** Supplied information follows **
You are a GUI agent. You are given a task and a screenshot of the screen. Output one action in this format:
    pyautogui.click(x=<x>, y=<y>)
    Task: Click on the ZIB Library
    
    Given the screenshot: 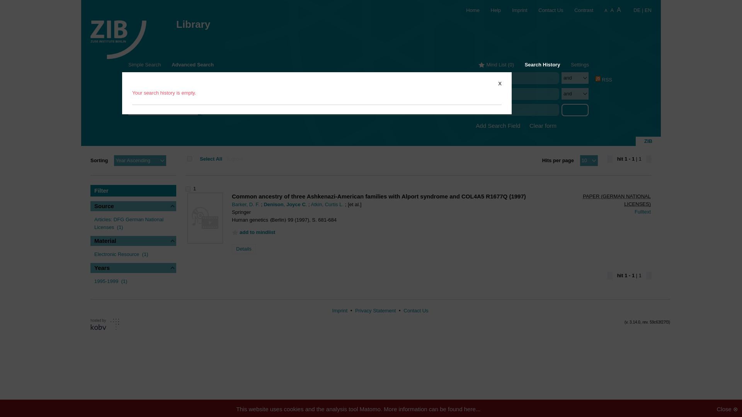 What is the action you would take?
    pyautogui.click(x=118, y=35)
    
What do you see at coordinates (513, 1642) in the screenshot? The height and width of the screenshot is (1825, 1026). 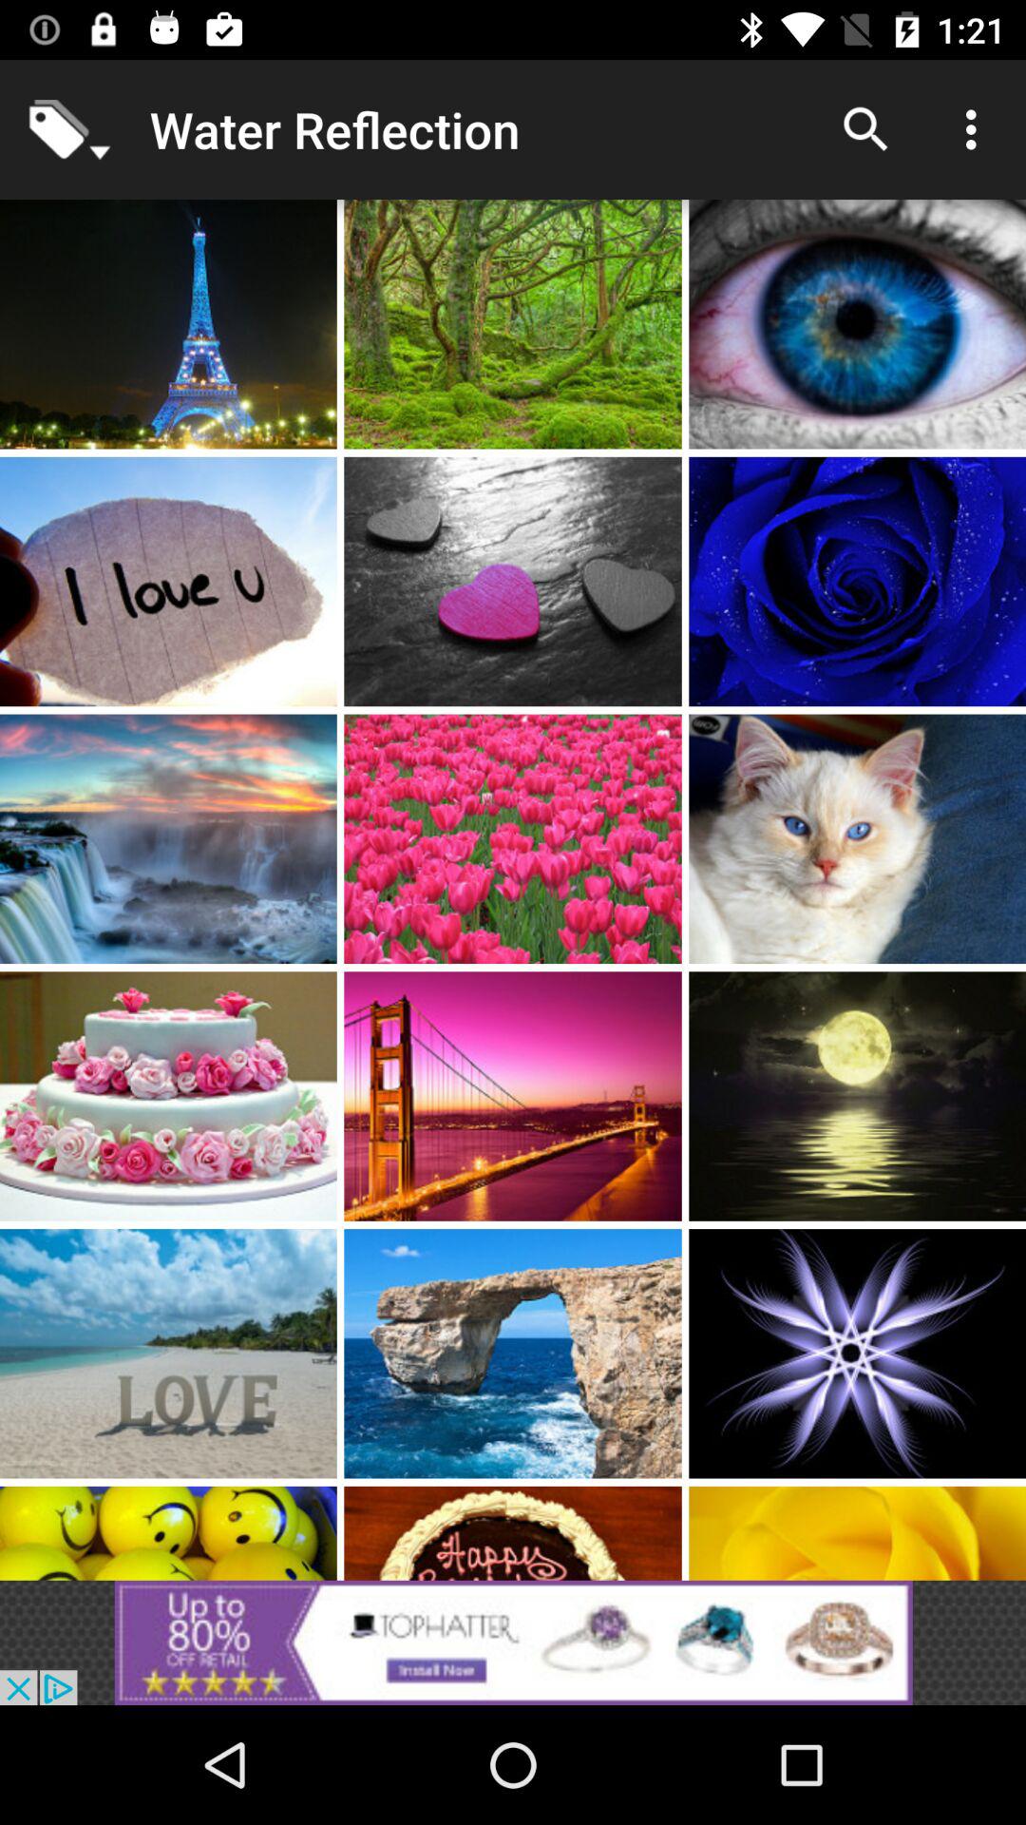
** End of Supplied information **
▶ **Task statement**:
The response must consist solely of the lines from the top of the records through the line holding "Task: Click on the ZIB Library", copied word for word.

▶ **Solution for this problem**:
You are a GUI agent. You are given a task and a screenshot of the screen. Output one action in this format:
    pyautogui.click(x=<x>, y=<y>)
    Task: Click on the ZIB Library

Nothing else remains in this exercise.